My most memorable As You Like It
Kate Buffery as Rosalind
My interest in Shakespeare has now become a kind of ‘gentlemanly hobby’ (to borrow a quote from Anthony Burgess) and I am building up a collection of editions of The New Cambridge Shakespeare (whose covers now depict a portrait of Shakespeare by David Hockney). I very occasionally participate in the hashtag #ShakespeareSunday on Twitter, in which participants are asked to tweet their favourite Shakespeare quotes on a given theme. I usually avoid reading biographies and critical studies on the plays but can recommend the following:

James Shapiro - 1599: A Year in the Life of William Shakespeare. An examination of Shakespeare's plays of 1599 against a background of contemporary events which Professor Shapiro believes influenced the dramatist's writing at the time.

Charles Nicholl - The Lodger: Shakespeare on Silver Street. A fascinating study of Shakespeare at his only known address in London and the domestic drama that unfolded.

   

Tuesday, 13 October 2015

Get thee to a nunnery




'Get thee to a nunnery. Why wouldst thou be a breeder of sinners?'


In Hamlet, the eponymous hero tells his mistress Ophelia: 'Get thee to nunnery!' But Ophelia does not heed the command of her lover. Instead, she drowns herself in a lily pond.

Yet what if she had? What if Ophelia had hied herself to a distant convent and taken holy orders? What would have befallen her? 

What follows is an account of....
 OPHELIA IN A NUNNERY.

*********

Having quit the palace of Elsinore, the fair Ophelia arrives at the nunnery and is ushered into the hallowed chamber of the Mother Superior, who explains to Ophelia that if she wishes to enter the Sacred Order she must take a strict vow of silence. 
"Under the vow you will only be permitted to speak TWO WORDS once every ten years," the Mother Superior tells Ophelia. "Are you willing to be bound by this unbreakable rule?"
"I am, Holy Mother," replies Ophelia.
"Then welcome, my child," says the Mother Superior. "Off you go, about your work, and I'll see you again in ten years time."

Ophelia leaves the chamber and spends the next ten years scrubbing the floors of the convent, working in the kitchen, and labouring in the garden in the wind, the rain and the sun. Ten years later she returns to the Mother Superior's chamber.
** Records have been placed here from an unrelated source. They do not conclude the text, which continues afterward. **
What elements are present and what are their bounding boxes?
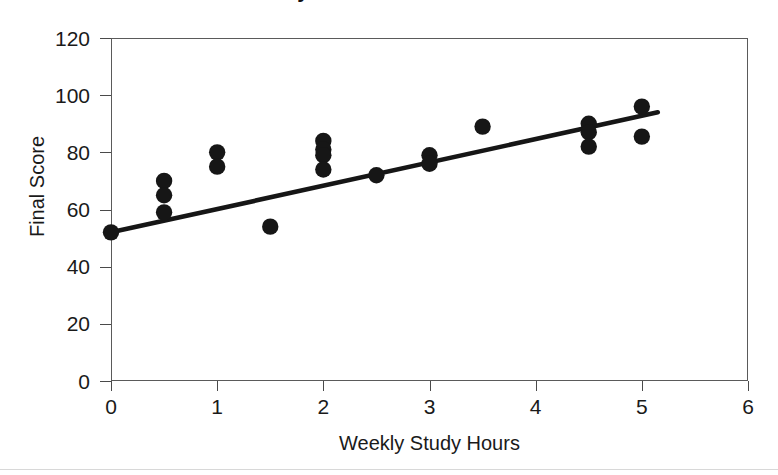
- y-tick-mark-80: [100, 152, 111, 153]
- x-tick-mark-6: [748, 381, 749, 391]
- y-tick-mark-0: [100, 381, 111, 382]
- scatter-plot-figure: Study Hours vs Final Score 120 100 80 60…: [0, 0, 778, 475]
- bottom-divider: [0, 469, 778, 470]
- x-tick-mark-3: [430, 381, 431, 391]
- x-tick-mark-5: [642, 381, 643, 391]
- x-axis-title: Weekly Study Hours: [111, 432, 748, 455]
- y-tick-mark-100: [100, 95, 111, 96]
- x-tick-mark-1: [217, 381, 218, 391]
- x-tick-label-6: 6: [728, 396, 768, 417]
- y-tick-mark-60: [100, 210, 111, 211]
- x-tick-label-4: 4: [516, 396, 556, 417]
- x-tick-label-3: 3: [410, 396, 450, 417]
- y-tick-label-120: 120: [32, 28, 90, 49]
- y-axis-title: Final Score: [26, 77, 49, 297]
- y-tick-mark-40: [100, 267, 111, 268]
- chart-title: Study Hours vs Final Score: [0, 0, 778, 8]
- x-tick-mark-4: [536, 381, 537, 391]
- x-tick-label-1: 1: [197, 396, 237, 417]
- x-tick-mark-0: [111, 381, 112, 391]
- y-tick-label-20: 20: [32, 313, 90, 334]
- x-tick-label-5: 5: [622, 396, 662, 417]
- x-tick-label-0: 0: [91, 396, 131, 417]
- y-tick-label-0: 0: [32, 371, 90, 392]
- y-tick-mark-120: [100, 38, 111, 39]
- x-tick-label-2: 2: [303, 396, 343, 417]
- x-tick-mark-2: [323, 381, 324, 391]
- plot-area-frame: [111, 38, 748, 381]
- y-tick-mark-20: [100, 324, 111, 325]
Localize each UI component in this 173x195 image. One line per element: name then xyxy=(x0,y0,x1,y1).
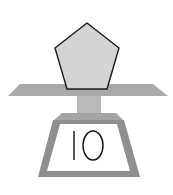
pentagon-shape xyxy=(55,23,119,89)
scale-stem xyxy=(77,96,101,115)
scale-figure xyxy=(0,0,173,195)
scale-base-cap xyxy=(53,113,124,121)
balance-scale-diagram: 10 pentagon xyxy=(0,0,173,195)
scale-display-panel xyxy=(47,124,130,171)
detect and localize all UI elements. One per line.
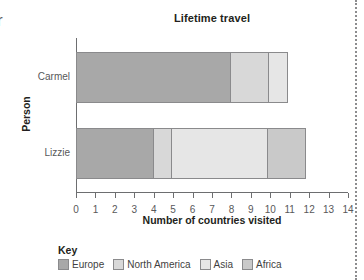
x-axis-tick [173, 193, 174, 198]
legend-swatch-icon [242, 259, 253, 270]
x-axis-tick [115, 193, 116, 198]
plot-area: 01234567891011121314CarmelLizzie [76, 38, 348, 193]
x-axis-tick [212, 193, 213, 198]
legend-label: Europe [72, 259, 104, 270]
x-axis-tick [193, 193, 194, 198]
bar-segment-europe [76, 52, 231, 103]
legend-label: Asia [214, 259, 233, 270]
x-axis-tick [309, 193, 310, 198]
x-axis-tick [231, 193, 232, 198]
legend-item-europe: Europe [58, 259, 104, 270]
x-axis-tick [154, 193, 155, 198]
bar-segment-north-america [153, 128, 172, 179]
bar-segment-asia [171, 128, 268, 179]
legend: EuropeNorth AmericaAsiaAfrica [58, 259, 282, 270]
x-axis-title: Number of countries visited [76, 214, 348, 226]
x-axis-tick [76, 193, 77, 198]
bar-segment-europe [76, 128, 154, 179]
x-axis-tick [270, 193, 271, 198]
legend-item-asia: Asia [200, 259, 233, 270]
legend-swatch-icon [200, 259, 211, 270]
cropped-edge-glyph: r [0, 12, 3, 29]
legend-item-north-america: North America [113, 259, 190, 270]
x-axis-tick [290, 193, 291, 198]
legend-label: North America [127, 259, 190, 270]
x-axis-tick [134, 193, 135, 198]
x-axis-tick [95, 193, 96, 198]
y-axis-category-label: Carmel [38, 71, 70, 82]
legend-swatch-icon [113, 259, 124, 270]
bar-segment-africa [267, 128, 306, 179]
x-axis-tick [251, 193, 252, 198]
y-axis-title: Person [20, 84, 32, 144]
x-axis-tick [329, 193, 330, 198]
y-axis-category-label: Lizzie [44, 147, 70, 158]
page-edge-dotted-border [355, 0, 357, 280]
bar-segment-north-america [230, 52, 269, 103]
bar-stack-lizzie [76, 128, 306, 179]
legend-label: Africa [256, 259, 282, 270]
chart-title: Lifetime travel [76, 12, 348, 24]
legend-title: Key [58, 244, 77, 256]
bar-stack-carmel [76, 52, 288, 103]
legend-item-africa: Africa [242, 259, 282, 270]
x-axis-tick [348, 193, 349, 198]
bar-segment-asia [268, 52, 287, 103]
legend-swatch-icon [58, 259, 69, 270]
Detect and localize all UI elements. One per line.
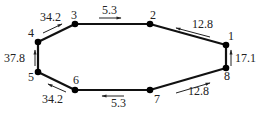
node-label: 8 — [224, 69, 230, 83]
flow-label: 12.8 — [192, 17, 213, 31]
edge-1-2 — [150, 24, 226, 45]
node-label: 5 — [28, 70, 34, 84]
flow-label: 5.3 — [102, 3, 117, 17]
node-7 — [147, 87, 154, 94]
node-label: 7 — [154, 92, 160, 106]
node-label: 2 — [150, 8, 156, 22]
node-4 — [35, 39, 42, 46]
node-6 — [72, 87, 79, 94]
ring-network-diagram: 12.85.334.237.834.25.312.817.1 12345678 — [0, 0, 261, 115]
flow-label: 34.2 — [40, 10, 61, 24]
node-label: 1 — [228, 29, 234, 43]
node-label: 3 — [71, 8, 77, 22]
flow-arrows: 12.85.334.237.834.25.312.817.1 — [4, 3, 256, 110]
node-5 — [35, 69, 42, 76]
node-label: 4 — [28, 26, 34, 40]
node-label: 6 — [73, 73, 79, 87]
flow-label: 5.3 — [111, 96, 126, 110]
flow-label: 17.1 — [235, 51, 256, 65]
flow-label: 12.8 — [188, 84, 209, 98]
flow-label: 37.8 — [4, 51, 25, 65]
flow-label: 34.2 — [42, 92, 63, 106]
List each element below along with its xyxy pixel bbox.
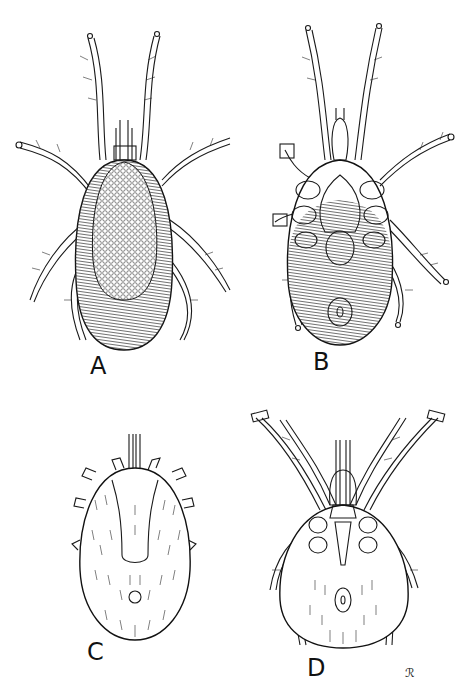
mite-c-drawing (72, 434, 196, 640)
mite-a-drawing (16, 32, 230, 351)
mite-d-drawing (251, 410, 445, 648)
panel-label-d: D (307, 656, 325, 680)
panel-label-a: A (90, 354, 106, 378)
panel-label-b: B (313, 350, 329, 374)
mite-b-drawing (273, 24, 454, 346)
mite-plate (0, 0, 466, 694)
panel-label-c: C (87, 640, 104, 664)
artist-signature: ℛ (405, 666, 415, 680)
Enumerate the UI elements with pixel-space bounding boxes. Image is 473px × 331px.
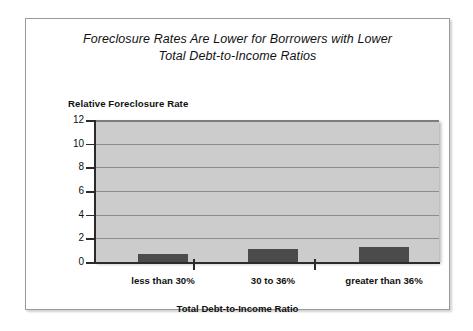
x-tick-divider-1 — [193, 259, 195, 270]
bar-30-to-36[interactable] — [248, 249, 298, 262]
y-tick-label-0: 0 — [62, 256, 84, 267]
x-category-label-less-than-30: less than 30% — [131, 275, 194, 286]
x-category-label-30-to-36: 30 to 36% — [251, 275, 295, 286]
y-tick-label-12: 12 — [62, 114, 84, 125]
x-tick-divider-2 — [314, 259, 316, 270]
y-tick-mark-12 — [86, 120, 95, 122]
y-tick-label-2: 2 — [62, 232, 84, 243]
y-tick-mark-4 — [86, 215, 95, 217]
x-category-label-greater-than-36: greater than 36% — [345, 275, 422, 286]
y-tick-label-6: 6 — [62, 185, 84, 196]
y-tick-label-4: 4 — [62, 209, 84, 220]
bar-less-than-30[interactable] — [138, 254, 188, 262]
chart-title-line-2: Total Debt-to-Income Ratios — [26, 48, 449, 65]
y-tick-label-8: 8 — [62, 161, 84, 172]
gridline-6 — [95, 191, 439, 192]
y-tick-mark-6 — [86, 191, 95, 193]
plot-background — [95, 120, 439, 262]
chart-figure-frame: Foreclosure Rates Are Lower for Borrower… — [25, 18, 450, 310]
chart-title: Foreclosure Rates Are Lower for Borrower… — [26, 31, 449, 65]
y-axis-title: Relative Foreclosure Rate — [68, 98, 188, 109]
gridline-2 — [95, 238, 439, 239]
gridline-8 — [95, 167, 439, 168]
y-tick-mark-8 — [86, 167, 95, 169]
gridline-4 — [95, 215, 439, 216]
plot-area-wrapper — [95, 120, 439, 262]
x-axis-title: Total Debt-to-Income Ratio — [26, 303, 449, 314]
bar-greater-than-36[interactable] — [359, 247, 409, 262]
y-tick-label-10: 10 — [62, 138, 84, 149]
chart-title-line-1: Foreclosure Rates Are Lower for Borrower… — [26, 31, 449, 48]
plot-top-edge — [95, 120, 439, 122]
y-tick-mark-2 — [86, 238, 95, 240]
y-tick-mark-10 — [86, 144, 95, 146]
gridline-10 — [95, 144, 439, 145]
x-axis-line — [94, 262, 440, 264]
"You have now been with us for ten years," says the Mother Superior. "Under the strict rule of our Sacred Order you are now permitted to say two words. What would you like to say?"
"BED - HARD," said Ophelia.
"That's fine," says the Mother Superior. "Now off you go back to your work and I'll see you in another ten years time."

Ophelia returns to her work in the convent, scrubbing the floors, working in the kitchen, and labouring in the garden in the wind, the rain and the sun. Ten years later she returns to the Mother Superior's chamber.

"You have now been with us for another ten years," says the Mother Superior. "Under the strict rule of our Sacred Order you are now permitted to say two words. What would you like to say?"
"FOOD - ROTTEN," said Ophelia.
"That's good," said the Mother Superior. "Now off you go back to your work and I'll see you in another ten years time."

Ophelia returns to her work in the convent, scrubbing the floors, working in the kitchen, and labouring in the garden in the wind, the rain and the sun. Ten years later she returns once more to the Mother Superior's chamber.

"You have now been with us for another ten years," says the Mother Superior. "Under the strict rule of our Sacred Order you are now permitted to say two words. What would you like to say?"
And then Ophelia broke down and began to scream aloud: "I've had enough! I can't take any more! I want to go home! I want to go home!"
The Mother Superior looked at Ophelia.
"And about time too!" she told her. "You've done nothing but bitch ever since you've fucking been here!"